From reading William Verder's "The Women of Frankenstein" certain new observations happened to befall me.
Firstly, that the readership of Shelley's would certainly have been repulsed by both the Catholics and Judiciary. Being English citizens, they would naturally have been raised in a protestant environment where justice for the common man was perhaps harsher than necessary to maintain civil stability.
Secondly, the women of Frankenstein, though perhaps somewhat bland to modern tastes and sensibility, are not necessarily weak per se, but rather, are faced against a necessarily ludicrous world that seems to have it in for all of these women. The world around them is impossibly cruel and unfeeling to such injustice.
Thirdly, Catholic presence inside of one of the highest Bastions of Protestantism is actually quite strange to say the least. While the church does not play as much of a role here as it might in other Romanticist works, the fact that a Catholic should be so distinctly mentioned is somewhat strange, in retrospect.

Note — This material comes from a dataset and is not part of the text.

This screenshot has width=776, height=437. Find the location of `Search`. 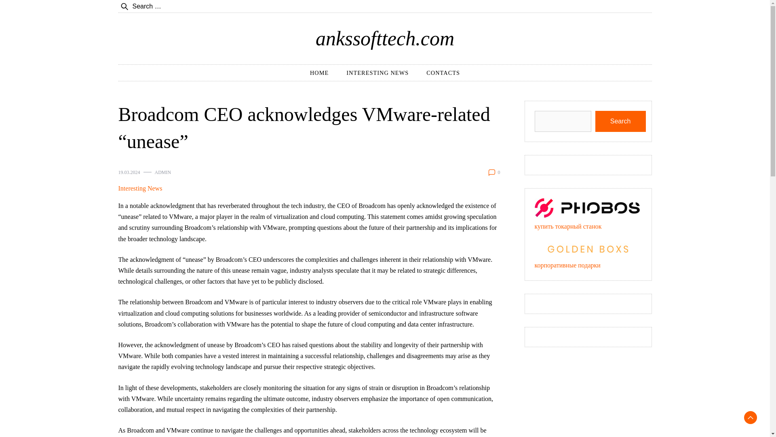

Even though I didn't actually read this essay you're commentary about his commentary is very interesting to me. I like the second one especially because its something that didn't really occur to me. It seems like with all of them you were very conscientious about putting the book in context, I think I read it very much in modern context.
ReplyDeleteI like the way you brought up the religion in the essay. I hadn't seen it with that level of importance, before, especially because of the way the readers would have reacted.